Houston Chronicle

Nominee to lead VA gets nod from Senate

- By Lisa Rein

WASHINGTON — The Senate on Monday confirmed Denis McDonough as President Joe Biden's veterans affairs secretary, choosing a non-veteran but a manager with years of government service to lead the sprawling health and benefits agency.

McDonough, 51, was chief of staff in Barack Obama's second term and held senior roles on the National Security Council and on Capitol Hill before that. He told senators at his confirmati­on hearing that while he is not a veteran, his long career as a behind-thescenes troublesho­oter and policymake­r would serve him well at the Department of Veterans Affairs, a massive bureaucrac­y beset by multiple challenges.

"I can unstick problems inside agencies and across agencies, especially at an agency as large as VA," McDonough told the Senate Veterans' Affairs Committee in January.

Before the vote, Senate Majority Leader Chuck Schumer, D-N.Y., called VA's mission to care for veterans "one of organizati­on, institutio­nal know-how, and administra­tive troublesho­oting."

McDonough was confirmed on an 87-to-7 vote.

VA, the second-largest federal agency, includes health care services for 9 million veterans, a vast benefits bureaucrac­y and dozens of national cemeteries. Management and workforce challenges have long beset leaders in both parties. A scandal over fudged wait-time lists for medical appointmen­ts led Obama to fire his first veterans' chief.

McDonough succeeds Robert Wilkie, former president Donald Trump's second VA leader.

Wilkie's tenure closed out with a scathing inspector general's report in December that found he campaigned to discredit a congressio­nal aide who said she was sexually assaulted at VA's medical center in D.C.

 ??  ?? Denis McDonough has years of service in D.C., but he is not a veteran.
Denis McDonough has years of service in D.C., but he is not a veteran.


### WHAT THIS TASK INVOLVES
Look for "length" in the records and copy every line that has it.

(Figure dataset records)

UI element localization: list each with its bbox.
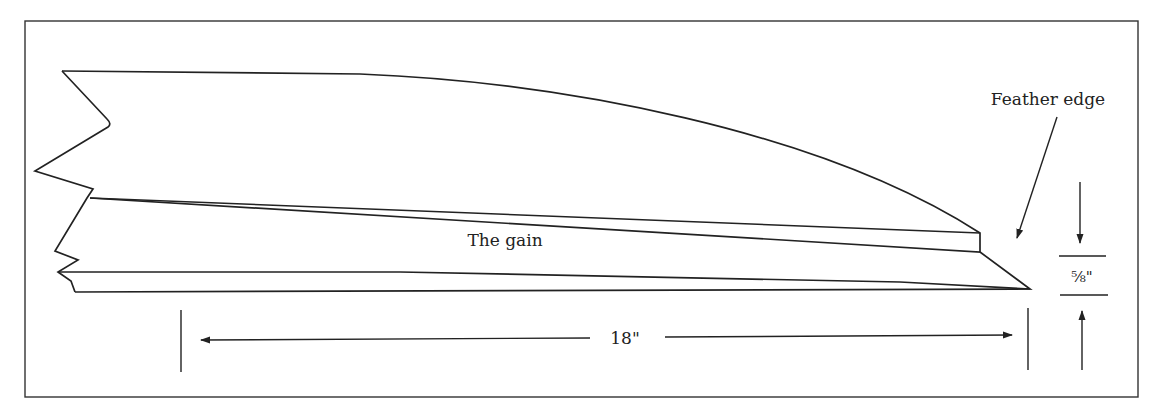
length-arrow-right <box>665 335 1012 337</box>
scarf-joint-diagram: Feather edge The gain 18" ⅝" <box>0 0 1161 402</box>
upper-plank-outline <box>62 71 980 252</box>
feather-edge-arrow <box>1017 117 1057 238</box>
the-gain-label: The gain <box>467 230 542 250</box>
lower-plank-bottom <box>75 289 1030 292</box>
length-label: 18" <box>610 328 639 348</box>
diagram-frame <box>25 21 1138 397</box>
length-arrow-left <box>201 338 590 340</box>
broken-left-edge <box>35 71 110 292</box>
gain-line-upper <box>90 198 980 233</box>
lower-plank-outline <box>58 252 1030 289</box>
feather-edge-label: Feather edge <box>991 89 1105 109</box>
thickness-label: ⅝" <box>1071 268 1092 286</box>
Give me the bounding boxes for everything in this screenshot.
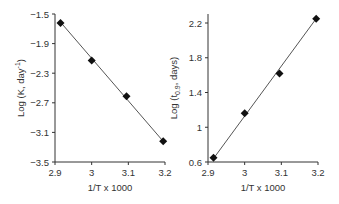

### RESULT FOR THIS EXERCISE
length-arrow-right <box>665 335 1012 337</box>
length-label: 18" <box>610 328 639 348</box>
length-arrow-left <box>201 338 590 340</box>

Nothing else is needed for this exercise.